Marib, Yemen: The clang of jackhammers and excavators fills the streets of Marib, an oil-rich Yemeni boomtown once accustomed to the sounds of war, now a rare oasis of stability in a country torn by strife.

Yemen is convulsed by the world's worst humanitarian crisis, with rampant disease, famine and a ruinous conflict pitting the Saudi-backed government of President Abedrabbo Mansour Hadi against Iran-aligned Al Houthi rebels.

But the fall of Yemen has coincided with the rise of Marib, once seen as an Al Qaida bastion, which has been spared much of the misery owing to its oil and gas reserves, proximity to Saudi Arabia and rare tribal cohesion that has helped repel Al Houthi incursions.

"We have managed to push the war far away from Marib," said provincial governor Sultan Al Arada.

"Marib is untouchable," he told AFP.

Marib is now Yemen's most thriving city, thanks in part to an influx of hundreds of thousands of internally displaced people, among them entrepreneurs, doctors and a monied class that is driving up investments and real estate prices.

Hundreds of new businesses have come up, from eateries to water bottling plants, and construction sites are everywhere.

Marib offers another novelty to legions of employed youth in a country with chronic joblessness - salaries.

"The spectacular rise of Marib has come not despite the conflict, but because of it," Farea Al Muslimi, a Yemen expert at Chatham House think tank, told AFP.

"Marib has gained from the chaos surrounding it."

A weakened central government - exiled in the southern port city of Aden, where southern separatists have opened a new front in the conflict - has strengthened local governance, giving Marib more autonomy to chart its future.

Its university is expanding and businessmen who once fled the war are slowly returning.

That includes Obaid Zubaiyen, head of a family-run trade and construction enterprise with interests across the Gulf, who fled Yemen in 2011 amid increasing turmoil.

"The family is back because Marib means opportunity," said Misbah Ohag, a group manager, showing AFP a blueprint of a planned multi-million dollar project of villas, apartments and malls.

Governor Arada plans an international airport and aims to make Marib, home to temple ruins from the ancient Sabaean kingdom, a magnet for tourists - a plan hampered by the wrenching conflict.

 

'Dead and limbless'

But some scars of the war rumbling on outside Marib are still visible inside the province.

At a rehab centre for child soldiers, drawings sketched by the young survivors are telling.

One showed a grenade, a tank, a helicopter gunship and crimson splashes of blood.

"They blew up my school," read the caption.

Al Houthi rebels have planted thousands of landmines around Marib and mangled carcases of cars litter its mountainous border.

"So many dead and limbless people," said Mohammed Abdo Al Qubati, head of Marib general hospital, home to Yemen's only functional prosthetic limbs centre in government territory.

"It's like we are waiting for the remaining people to die."

Marib, with an original population of around 350,000, is sinking under the weight of what officials say are 1.5 million displaced people from across Yemen, putting a strain on resources.

In a decrepit camp on its outskirts, dozens of people from a tribe called Jaham tugged at the sleeves of Saudi aid officials, imploring them for more relief supplies.

"This is the kind of life you wish upon your enemy. We used to live in palaces, now we live in tents," said a tribesman from nearby Sirwah district, which was overrun by the Huthis.

"No, no," interjected another tribesman. "This is not even a tent; this is wood covered with a flimsy blanket."

 

'Tragedy'

Al Houthi rebels besieged Marib for months in 2015 after they captured the capital, Sana’a, but they were pushed back in fierce clashes with local tribesmen aided by the Saudi-led coalition.

Arada, one of the region's most influential tribal leaders, rallied together fellow elders to pledge loyalty to the Hadi government - even those who traditionally supported the Al Houthis.

The US, behind regular drone strikes in the territory to combat Al Qaida, has imposed sanctions on Arada's brother, accusing him of supporting the group, a charge the governor vehemently denies.

Marib faces the constant threat of Al Houthi rockets, hundreds of which have been fired towards the city.

A missile strike killed six children last year during Eid festivities, Arada said.

Paying a heavy price for the conflict are thousands of divided families in Yemen, split between Al Houthi and government territory.

"We go through checkpoint, checkpoint, checkpoint," said Amina al-Ayashi, 55, describing a circuitous route to Sanaa, where her son, journalist Taufiq, is in a Al Houthi jail as the rebels crack down on the media.

"It feels like a whole lifetime. They [rebels] humiliatingly search us. We bring clothes, bread, vegetables. They refuse..." she trailed off.

Morsal Haidara, an English professor at Marib University - which restarted in 2016 after being shut down during months of fighting - draws parallels to Shakespeare's Hamlet, comparing the rebels to the character King Claudius, who seized the throne by poisoning his own brother.

"What's happening in Yemen is a tragedy," he said.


### Required work:
Every entry in the data is to be written out exactly; no picture belongs in the copy.

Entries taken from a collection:
------------

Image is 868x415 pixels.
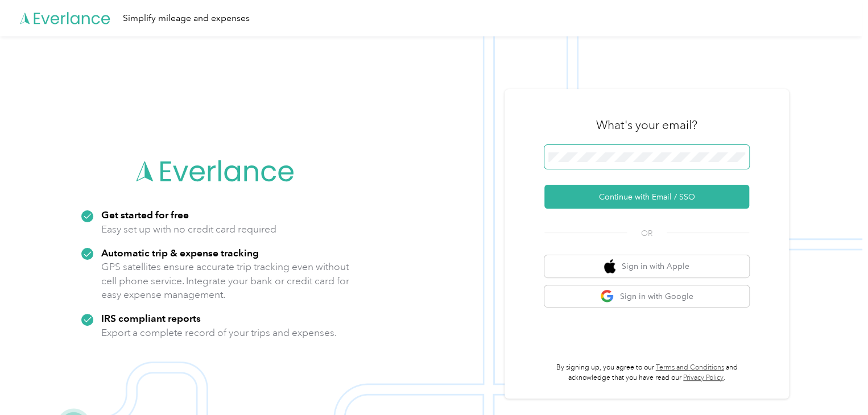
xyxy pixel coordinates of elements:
[101,247,259,259] strong: Automatic trip & expense tracking
[123,11,250,25] div: Simplify mileage and expenses
[101,260,350,302] p: GPS satellites ensure accurate trip tracking even without cell phone service. Integrate your bank...
[656,363,724,372] a: Terms and Conditions
[544,184,750,208] button: Continue with Email / SSO
[101,208,189,221] strong: Get started for free
[600,289,614,303] img: google logo
[627,228,667,239] span: OR
[101,326,336,340] p: Export a complete record of your trips and expenses.
[683,373,724,382] a: Privacy Policy
[101,312,201,324] strong: IRS compliant reports
[544,363,750,382] p: By signing up, you agree to our and acknowledge that you have read our .
[101,222,276,237] p: Easy set up with no credit card required
[604,260,616,274] img: apple logo
[544,286,750,307] button: google logoSign in with Google
[544,255,750,277] button: apple logoSign in with Apple
[596,117,698,133] h3: What's your email?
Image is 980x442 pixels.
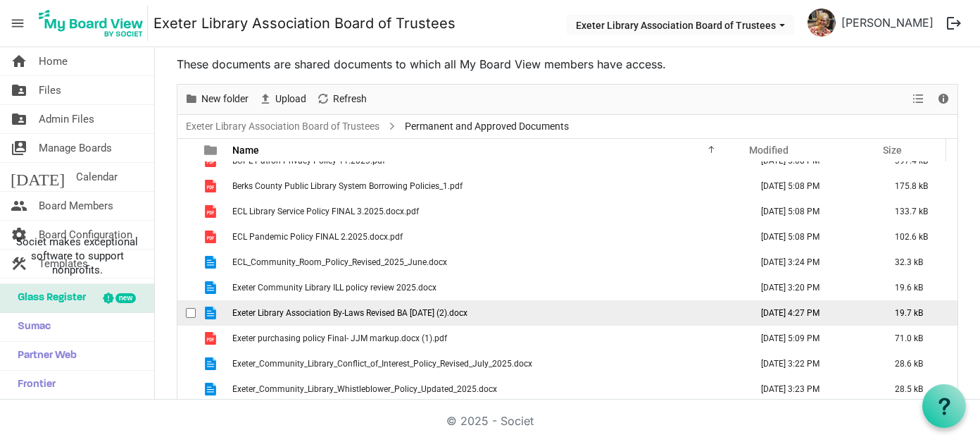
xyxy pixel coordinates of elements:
td: Exeter Community Library ILL policy review 2025.docx is template cell column header Name [229,275,747,300]
td: checkbox [177,275,196,300]
td: checkbox [177,351,196,376]
span: folder_shared [11,77,28,104]
td: 28.6 kB is template cell column header Size [880,351,958,376]
td: 32.3 kB is template cell column header Size [880,249,958,275]
td: May 07, 2025 5:09 PM column header Modified [747,326,880,351]
span: [DATE] [11,163,65,191]
span: Board Members [39,192,113,220]
td: May 07, 2025 5:08 PM column header Modified [747,174,880,199]
td: May 07, 2025 5:08 PM column header Modified [747,224,880,249]
button: New folder [182,90,251,108]
span: Calendar [76,163,118,191]
span: ECL Pandemic Policy FINAL 2.2025.docx.pdf [232,232,403,241]
td: is template cell column header type [196,275,229,300]
td: is template cell column header type [196,199,229,224]
td: Exeter Library Association By-Laws Revised BA July 2025 (2).docx is template cell column header Name [229,300,747,326]
td: July 15, 2025 3:22 PM column header Modified [747,351,880,376]
div: Refresh [311,85,372,114]
button: Details [934,90,953,108]
img: oiUq6S1lSyLOqxOgPlXYhI3g0FYm13iA4qhAgY5oJQiVQn4Ddg2A9SORYVWq4Lz4pb3-biMLU3tKDRk10OVDzQ_thumb.png [808,8,836,37]
span: Board Configuration [39,221,132,248]
button: logout [940,8,969,38]
span: Partner Web [11,342,76,370]
td: is template cell column header type [196,326,229,351]
span: BCPL Patron Privacy Policy 11.2023.pdf [232,156,385,166]
td: July 15, 2025 3:24 PM column header Modified [747,249,880,275]
a: Exeter Library Association Board of Trustees [154,9,455,37]
span: Files [39,77,61,104]
td: checkbox [177,376,196,401]
div: View [908,85,931,114]
td: ECL Library Service Policy FINAL 3.2025.docx.pdf is template cell column header Name [229,199,747,224]
td: ECL_Community_Room_Policy_Revised_2025_June.docx is template cell column header Name [229,249,747,275]
td: is template cell column header type [196,376,229,401]
td: Berks County Public Library System Borrowing Policies_1.pdf is template cell column header Name [229,174,747,199]
span: folder_shared [11,105,28,133]
span: ECL_Community_Room_Policy_Revised_2025_June.docx [232,257,447,267]
td: 133.7 kB is template cell column header Size [880,199,958,224]
button: Refresh [313,90,369,108]
span: Name [232,144,259,156]
td: ECL Pandemic Policy FINAL 2.2025.docx.pdf is template cell column header Name [229,224,747,249]
td: checkbox [177,249,196,275]
img: My Board View Logo [34,5,148,41]
td: July 15, 2025 4:27 PM column header Modified [747,300,880,326]
td: July 15, 2025 3:23 PM column header Modified [747,376,880,401]
span: Manage Boards [39,134,112,162]
td: is template cell column header type [196,351,229,376]
td: is template cell column header type [196,224,229,249]
button: View dropdownbutton [910,90,927,108]
td: May 07, 2025 5:08 PM column header Modified [747,199,880,224]
p: These documents are shared documents to which all My Board View members have access. [176,56,958,73]
a: Exeter Library Association Board of Trustees [183,118,382,135]
span: people [11,192,28,220]
td: checkbox [177,326,196,351]
td: Exeter_Community_Library_Whistleblower_Policy_Updated_2025.docx is template cell column header Name [229,376,747,401]
span: Permanent and Approved Documents [402,118,572,135]
td: Exeter purchasing policy Final- JJM markup.docx (1).pdf is template cell column header Name [229,326,747,351]
span: Home [39,47,67,76]
span: Exeter Library Association By-Laws Revised BA [DATE] (2).docx [232,308,468,318]
a: [PERSON_NAME] [836,8,940,37]
span: Berks County Public Library System Borrowing Policies_1.pdf [232,181,463,191]
td: 19.6 kB is template cell column header Size [880,275,958,300]
span: menu [4,10,31,37]
span: New folder [200,90,250,108]
span: Upload [274,90,308,108]
span: Exeter purchasing policy Final- JJM markup.docx (1).pdf [232,333,447,343]
span: Refresh [332,90,368,108]
div: New folder [180,85,254,114]
td: checkbox [177,300,196,326]
span: settings [11,221,28,248]
span: Exeter Community Library ILL policy review 2025.docx [232,283,436,293]
span: Frontier [11,371,56,399]
td: 102.6 kB is template cell column header Size [880,224,958,249]
span: Glass Register [11,284,85,312]
span: Sumac [11,313,50,341]
span: Size [883,144,903,156]
td: checkbox [177,224,196,249]
td: 28.5 kB is template cell column header Size [880,376,958,401]
td: is template cell column header type [196,300,229,326]
td: Exeter_Community_Library_Conflict_of_Interest_Policy_Revised_July_2025.docx is template cell colu... [229,351,747,376]
a: My Board View Logo [34,5,154,41]
span: home [11,47,28,76]
div: new [115,293,136,303]
td: July 15, 2025 3:20 PM column header Modified [747,275,880,300]
td: 19.7 kB is template cell column header Size [880,300,958,326]
button: Exeter Library Association Board of Trustees dropdownbutton [567,14,795,34]
span: ECL Library Service Policy FINAL 3.2025.docx.pdf [232,206,419,216]
button: Upload [256,90,309,108]
div: Details [931,85,956,114]
td: is template cell column header type [196,174,229,199]
a: © 2025 - Societ [446,413,534,428]
td: is template cell column header type [196,249,229,275]
td: checkbox [177,174,196,199]
span: Exeter_Community_Library_Conflict_of_Interest_Policy_Revised_July_2025.docx [232,358,533,368]
span: Exeter_Community_Library_Whistleblower_Policy_Updated_2025.docx [232,384,498,394]
span: switch_account [11,134,28,162]
span: Modified [750,144,789,156]
span: Admin Files [39,105,94,133]
td: 175.8 kB is template cell column header Size [880,174,958,199]
span: Societ makes exceptional software to support nonprofits. [6,235,148,277]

------------

### The answer:
Image is 868x415 pixels.
xyxy pixel coordinates of elements:
[101,247,259,259] strong: Automatic trip & expense tracking
[123,11,250,25] div: Simplify mileage and expenses
[101,260,350,302] p: GPS satellites ensure accurate trip tracking even without cell phone service. Integrate your bank...
[656,363,724,372] a: Terms and Conditions
[544,184,750,208] button: Continue with Email / SSO
[101,208,189,221] strong: Get started for free
[600,289,614,303] img: google logo
[627,228,667,239] span: OR
[101,326,336,340] p: Export a complete record of your trips and expenses.
[683,373,724,382] a: Privacy Policy
[101,312,201,324] strong: IRS compliant reports
[544,363,750,382] p: By signing up, you agree to our and acknowledge that you have read our .
[101,222,276,237] p: Easy set up with no credit card required
[604,260,616,274] img: apple logo
[544,286,750,307] button: google logoSign in with Google
[544,255,750,277] button: apple logoSign in with Apple
[596,117,698,133] h3: What's your email?
Image is 980x442 pixels.
xyxy pixel coordinates of elements:
td: Exeter Community Library ILL policy review 2025.docx is template cell column header Name [229,275,747,300]
td: checkbox [177,275,196,300]
td: checkbox [177,351,196,376]
span: folder_shared [11,77,28,104]
td: 28.6 kB is template cell column header Size [880,351,958,376]
td: 32.3 kB is template cell column header Size [880,249,958,275]
td: May 07, 2025 5:09 PM column header Modified [747,326,880,351]
span: [DATE] [11,163,65,191]
span: Board Members [39,192,113,220]
td: May 07, 2025 5:08 PM column header Modified [747,174,880,199]
td: May 07, 2025 5:08 PM column header Modified [747,224,880,249]
button: New folder [182,90,251,108]
span: Calendar [76,163,118,191]
span: ECL Pandemic Policy FINAL 2.2025.docx.pdf [232,232,403,241]
td: is template cell column header type [196,275,229,300]
td: is template cell column header type [196,199,229,224]
td: Exeter Library Association By-Laws Revised BA July 2025 (2).docx is template cell column header Name [229,300,747,326]
td: July 15, 2025 3:22 PM column header Modified [747,351,880,376]
div: Refresh [311,85,372,114]
button: Details [934,90,953,108]
img: oiUq6S1lSyLOqxOgPlXYhI3g0FYm13iA4qhAgY5oJQiVQn4Ddg2A9SORYVWq4Lz4pb3-biMLU3tKDRk10OVDzQ_thumb.png [808,8,836,37]
span: Board Configuration [39,221,132,248]
button: logout [940,8,969,38]
span: Partner Web [11,342,76,370]
td: is template cell column header type [196,326,229,351]
span: BCPL Patron Privacy Policy 11.2023.pdf [232,156,385,166]
td: July 15, 2025 3:24 PM column header Modified [747,249,880,275]
a: Exeter Library Association Board of Trustees [154,9,455,37]
span: Files [39,77,61,104]
td: checkbox [177,376,196,401]
div: View [908,85,931,114]
td: ECL Library Service Policy FINAL 3.2025.docx.pdf is template cell column header Name [229,199,747,224]
td: ECL_Community_Room_Policy_Revised_2025_June.docx is template cell column header Name [229,249,747,275]
td: is template cell column header type [196,376,229,401]
td: Berks County Public Library System Borrowing Policies_1.pdf is template cell column header Name [229,174,747,199]
span: folder_shared [11,105,28,133]
span: ECL_Community_Room_Policy_Revised_2025_June.docx [232,257,447,267]
td: 133.7 kB is template cell column header Size [880,199,958,224]
button: Refresh [313,90,369,108]
span: Name [232,144,259,156]
td: ECL Pandemic Policy FINAL 2.2025.docx.pdf is template cell column header Name [229,224,747,249]
td: checkbox [177,249,196,275]
img: My Board View Logo [34,5,148,41]
td: July 15, 2025 4:27 PM column header Modified [747,300,880,326]
td: July 15, 2025 3:23 PM column header Modified [747,376,880,401]
span: Manage Boards [39,134,112,162]
td: is template cell column header type [196,351,229,376]
td: is template cell column header type [196,224,229,249]
button: View dropdownbutton [910,90,927,108]
td: May 07, 2025 5:08 PM column header Modified [747,199,880,224]
p: These documents are shared documents to which all My Board View members have access. [176,56,958,73]
a: Exeter Library Association Board of Trustees [183,118,382,135]
span: people [11,192,28,220]
td: checkbox [177,326,196,351]
td: Exeter_Community_Library_Whistleblower_Policy_Updated_2025.docx is template cell column header Name [229,376,747,401]
span: Permanent and Approved Documents [402,118,572,135]
td: Exeter purchasing policy Final- JJM markup.docx (1).pdf is template cell column header Name [229,326,747,351]
span: Home [39,47,67,76]
span: Exeter Library Association By-Laws Revised BA [DATE] (2).docx [232,308,468,318]
a: [PERSON_NAME] [836,8,940,37]
span: Berks County Public Library System Borrowing Policies_1.pdf [232,181,463,191]
td: 19.6 kB is template cell column header Size [880,275,958,300]
span: menu [4,10,31,37]
span: New folder [200,90,250,108]
span: Upload [274,90,308,108]
span: Exeter purchasing policy Final- JJM markup.docx (1).pdf [232,333,447,343]
span: Refresh [332,90,368,108]
div: New folder [180,85,254,114]
td: checkbox [177,300,196,326]
span: settings [11,221,28,248]
span: Exeter Community Library ILL policy review 2025.docx [232,283,436,293]
span: Frontier [11,371,56,399]
td: 102.6 kB is template cell column header Size [880,224,958,249]
span: Glass Register [11,284,85,312]
span: Sumac [11,313,50,341]
span: Size [883,144,903,156]
td: checkbox [177,224,196,249]
td: 28.5 kB is template cell column header Size [880,376,958,401]
td: is template cell column header type [196,300,229,326]
td: Exeter_Community_Library_Conflict_of_Interest_Policy_Revised_July_2025.docx is template cell colu... [229,351,747,376]
a: My Board View Logo [34,5,154,41]
span: home [11,47,28,76]
div: new [115,293,136,303]
td: July 15, 2025 3:20 PM column header Modified [747,275,880,300]
td: 19.7 kB is template cell column header Size [880,300,958,326]
button: Exeter Library Association Board of Trustees dropdownbutton [567,14,795,34]
span: ECL Library Service Policy FINAL 3.2025.docx.pdf [232,206,419,216]
button: Upload [256,90,309,108]
div: Details [931,85,956,114]
td: is template cell column header type [196,174,229,199]
a: © 2025 - Societ [446,413,534,428]
td: is template cell column header type [196,249,229,275]
td: checkbox [177,174,196,199]
span: Exeter_Community_Library_Conflict_of_Interest_Policy_Revised_July_2025.docx [232,358,533,368]
span: Exeter_Community_Library_Whistleblower_Policy_Updated_2025.docx [232,384,498,394]
span: switch_account [11,134,28,162]
span: Modified [750,144,789,156]
span: Admin Files [39,105,94,133]
td: 175.8 kB is template cell column header Size [880,174,958,199]
span: Societ makes exceptional software to support nonprofits. [6,235,148,277]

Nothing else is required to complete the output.